In Jim Jarmusch's film Ghost Dog the central character tries to live a Homeric life in contemporary New Jersey, and is as doomed as Achilles as a result. But his death is only a death. It is not, like the deaths of Achlles and hector, glorious. It is only a death among others.

The absurd effort to live by the samourai way has its own honour. What is most attractive about the film is that Jarmusch, in Homer's place, is unable to describe the glory without irony.

Observe the parallel positions of Ghost Dog, an African American mob murderer seeking the authenticity of the Way, and Jarmusch as auteur seeking an authenticity in his ironic telling: the trope of carrier pigeons as a refusal of contemporary communication, in a film you can watch in all the usual formats.

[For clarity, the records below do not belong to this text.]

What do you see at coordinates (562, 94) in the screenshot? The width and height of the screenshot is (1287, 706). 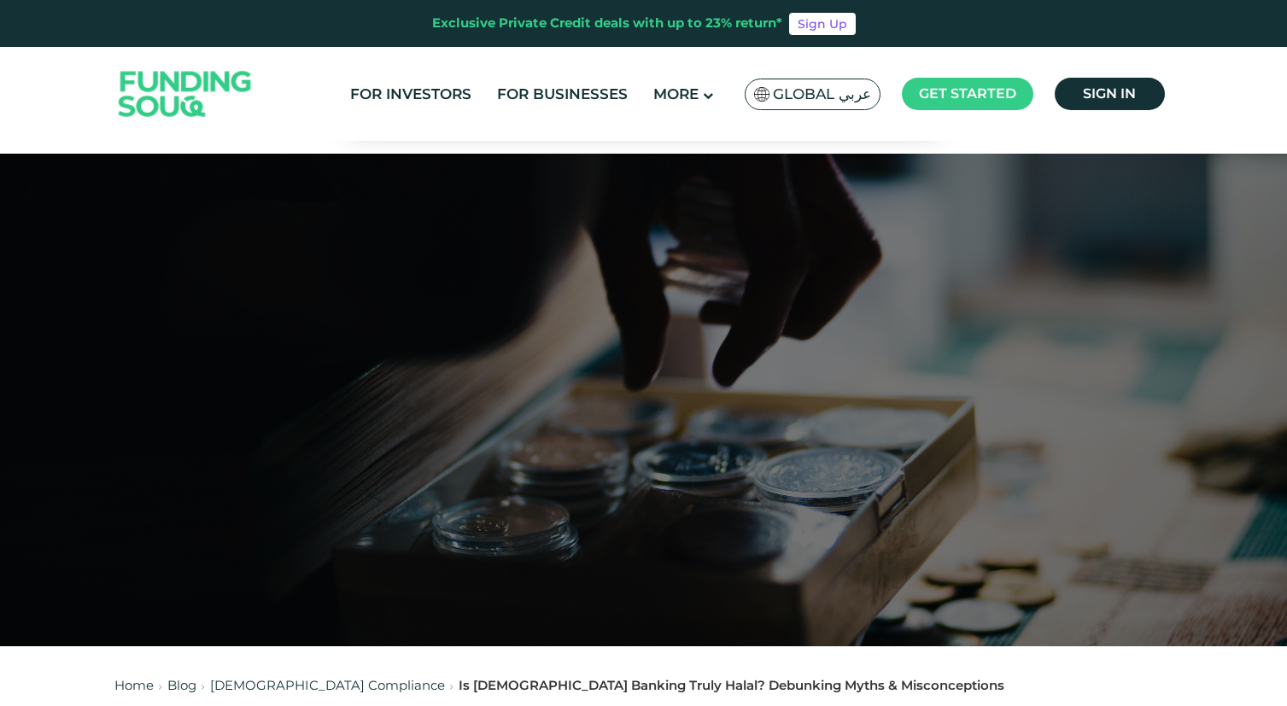 I see `a: For Businesses` at bounding box center [562, 94].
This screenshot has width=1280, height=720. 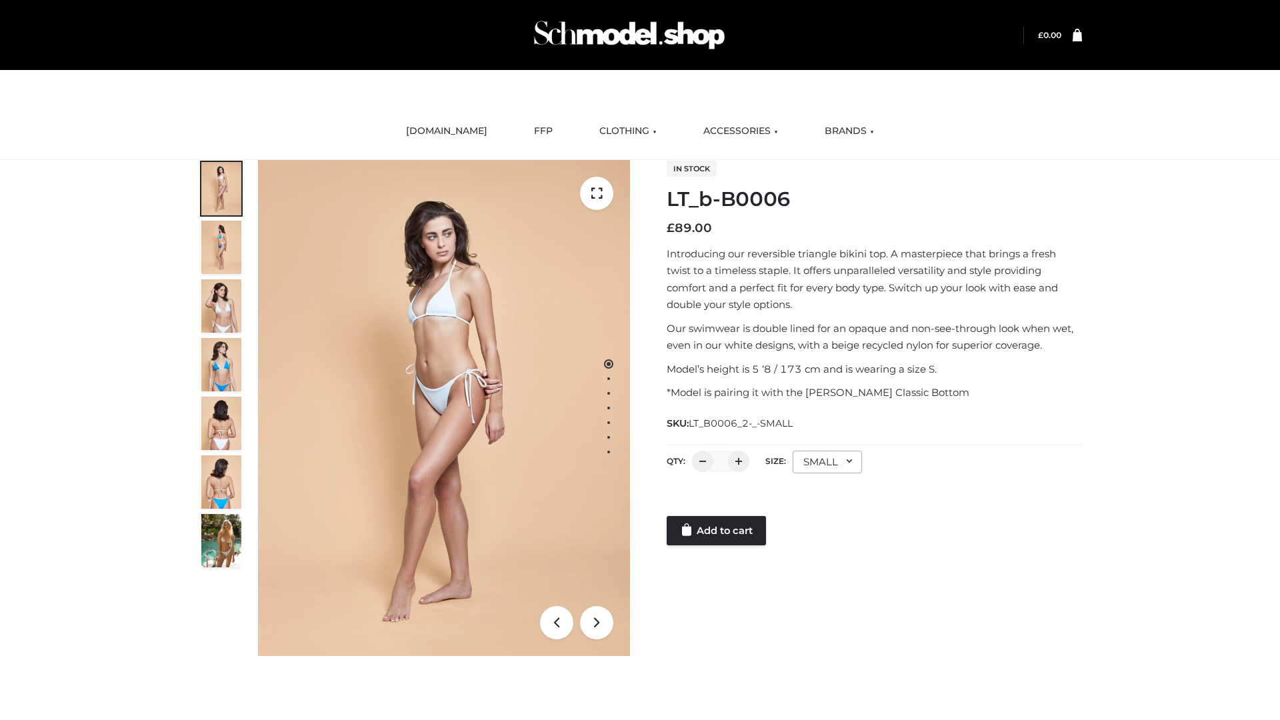 What do you see at coordinates (221, 423) in the screenshot?
I see `img: ArielClassicBikiniTop_CloudNine_AzureSky_OW114ECO_7-scaled.jpg` at bounding box center [221, 423].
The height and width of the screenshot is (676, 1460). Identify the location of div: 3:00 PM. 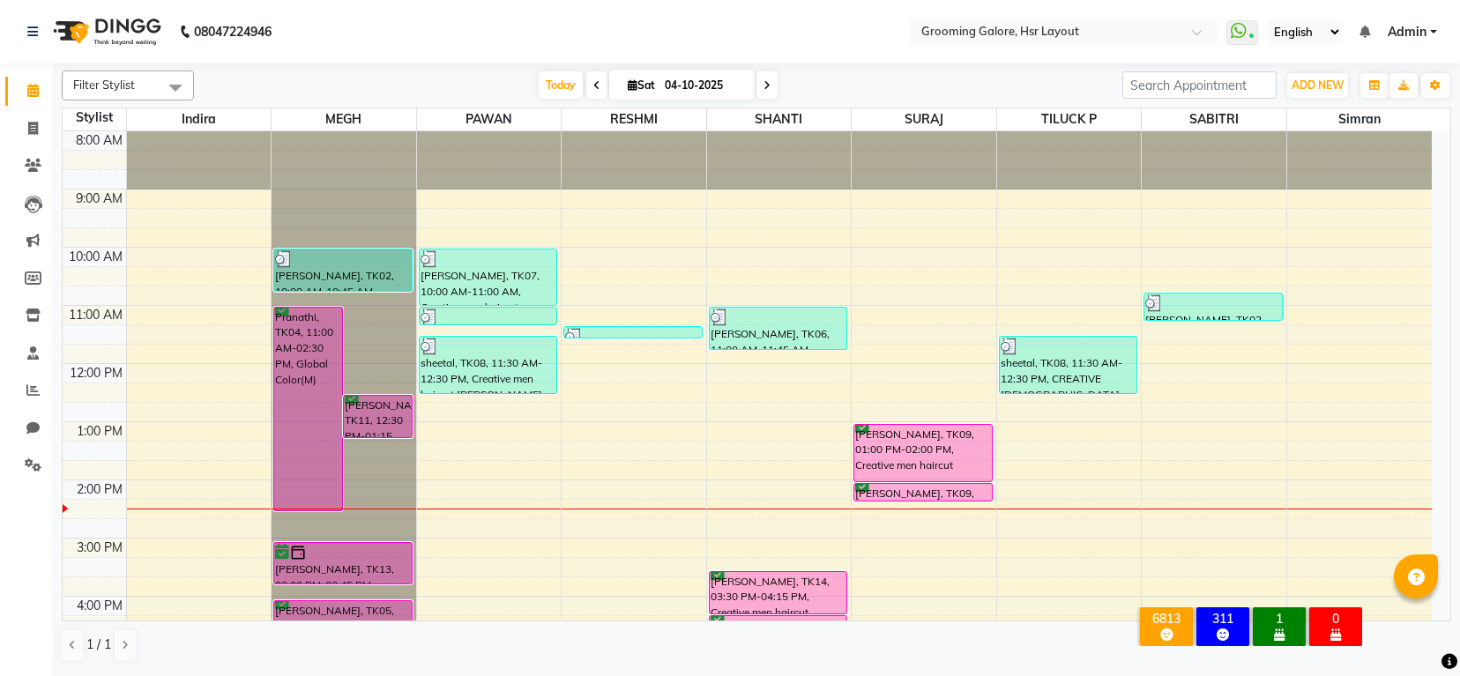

What we have lost sicne Homer is not presence. It is the authenticity of communication. Socrates was right to this extent: Homer stood in the ranks, bloodied and cruel. Many have stood in the same place, biut have not told us in the language of Homer. Most have been reporters, and wrote in the language of cliché. Homer had the luck of writing in an age when clichés could draw on a common speech which drew on telling nin all its dimensions: lexicon, syntax, metrics, narration. It is this mediation that Ghost Dog cannot access: his incommunicative milieu underlined by linguistic difference.

Authenticity demands not eye-witnessing but a worthy medium. Ghost Dog is a great movie because it reaches towards that state of a medium capable of heroism, only to recognise – with due modesty – that it is incapable of achieving it.